The theme of this year's UNAFF is "Running Out of Time," a reference to the United Nation's Millennium Development Goals—to eradicate poverty and hunger; promote social, economic and gender equality; improve healthcare; address racism; reduce violence; and protect the global environment. The festival's eclectic fare features films from Afghanistan, Cuba, Ecuador, India, Iraq, Libya, South Africa, Pakistan, Nepa, Nairobi and the US. (For the complete schedule, click here.) 

 

Despite the fact that the UN Charter was signed in 1945 at the War Memorial and Performing Arts Center in San Francisco, most of UNAFF's 2015 screenings are happening in Palo Alto. 

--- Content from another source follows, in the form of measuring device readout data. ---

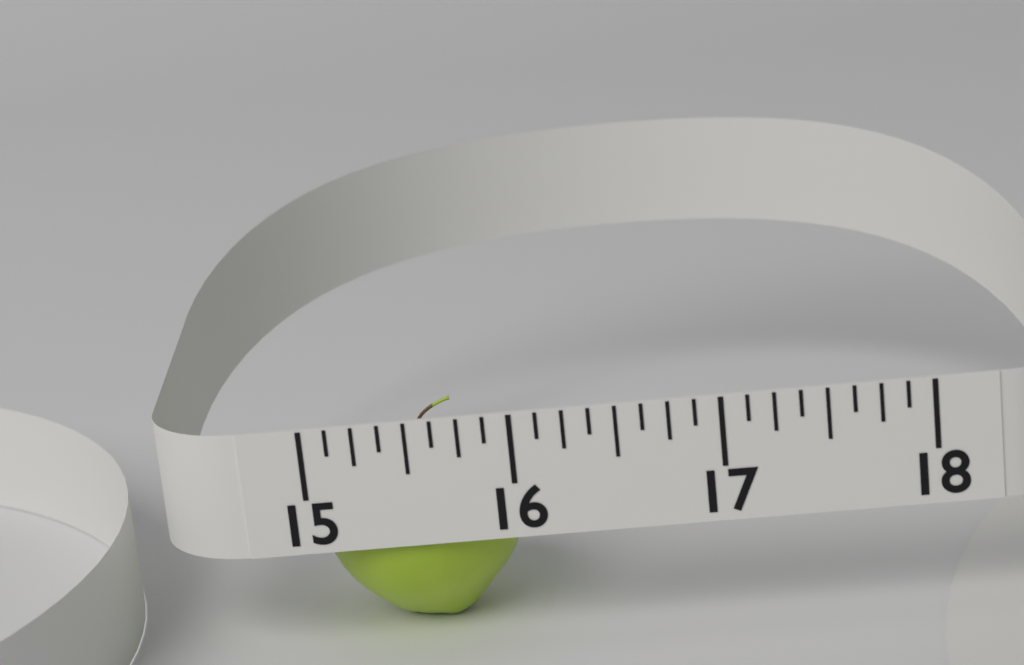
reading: 16.000 (no unit)
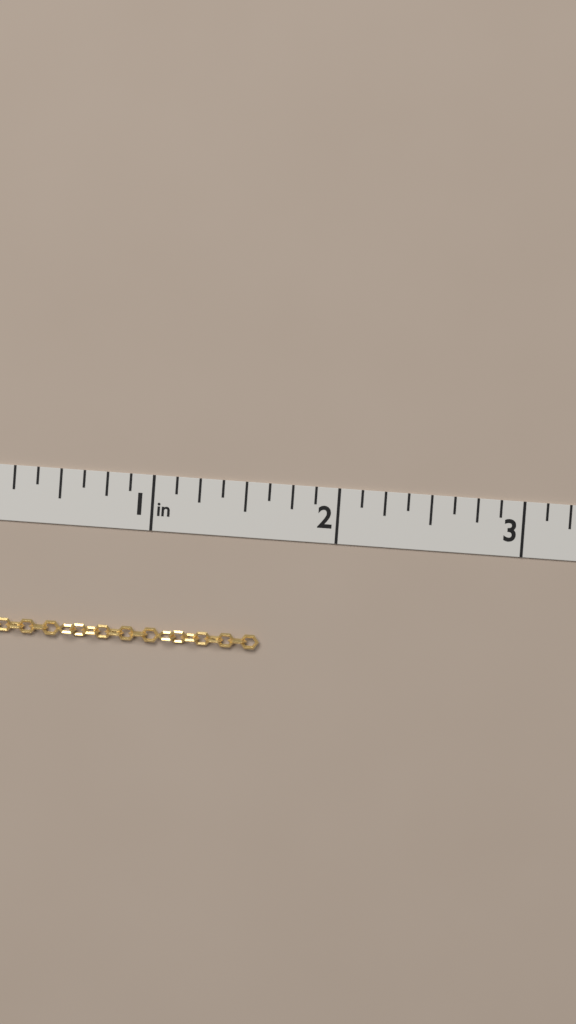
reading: 1.625 in
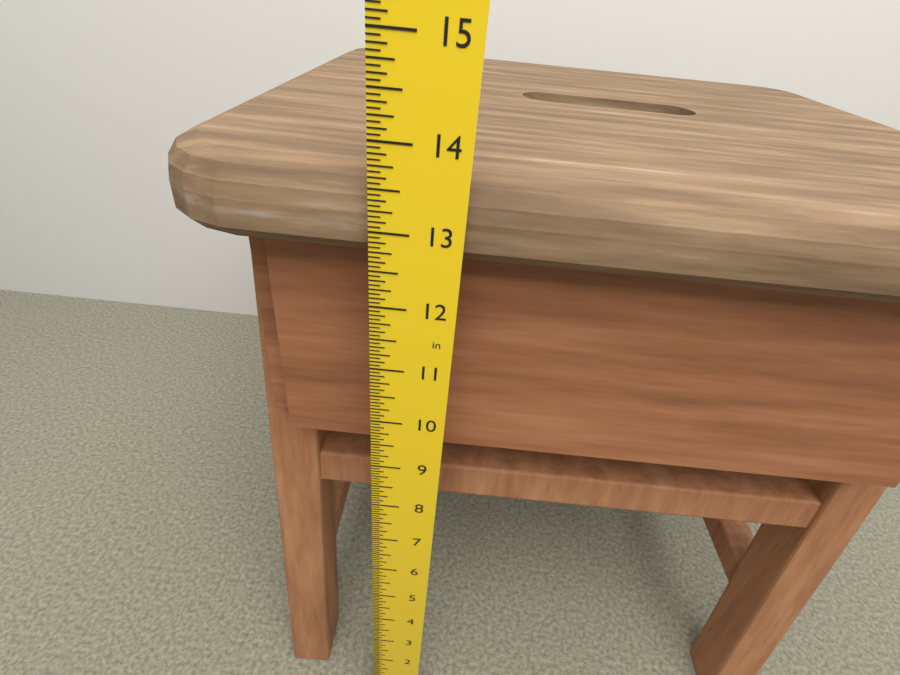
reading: 13.6250 in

The single evening of SF screenings is set for 7pm, October 19, at the Ninth Street Independent Film Center. The films to be show include Good Muslim Girls (the world debut of a seven-minute short exploring the world of two anonymous Iraqi women who challenge the prevailing dress codes at their university), The Sound Man (a 27-minute Ethiopia-Kenya-Somalia-Sudan-Rwanda-USA collaboration about a journalist who has spent 35 years recording the cacophony of riots and revolution across East Africa), and Finding Hillywood (a 58-minute tribute to Rwanda's pioneering film industry, which has managed to introduce movies to rural villages for the first time by deploying large, inflatable outdoor screens). Filmmaker Leah Warshawski will join a panel discussion after the screenings. 

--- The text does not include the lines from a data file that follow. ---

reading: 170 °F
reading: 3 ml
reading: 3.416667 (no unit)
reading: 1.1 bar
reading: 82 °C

UNAFF's 2015 collection showcases the work of 11 local filmmakers: Pratibha Parmar's Alice Walker: Beauty in Truth; Dave Iverson's Capturing Grace; David Collier's Free; Ken Schneider and Marcia Jarmel's Havana Curveball; Elizabeth Lo's Hotel 22; Jacob Kornbluth's Inequality for All; David Chai's A Knock on My Door; Chistopher Beaver's Racing to Zero: In Pursuit of Zero Waste; Abby Ginzberg's Soft Vengeance: Albie Sachs and the New South Africa; John Antonelli's Unfair Game: The Politics of Poaching; and Vanessa Warheit's animated, anti-gasoline short, Worse than Poop

At UNAFF's San Francisco press event, Christopher Beaver spoke about his experience producing a film about San Francisco's decision to become the nation's leading "zero-waste" city and is on track to cutting its pollution load by 40%. Beaver offered an example of the truth behind the power of a documentary to "change your view of the world." Back in January, Beaver learned of plans to construct a huge trash incinerator in Hilo, Hawaii. When he offered to fly to the islands and screen "Racing to Zero," local authorities were forced to hold a vote on whether he would be allowed to screen the film. The film was shown and, in a March vote, the incinerator plan was rejected. Beaver couldn't help smiling when he recalled the words of a local resident: "Your film literally changed Hawaiian history."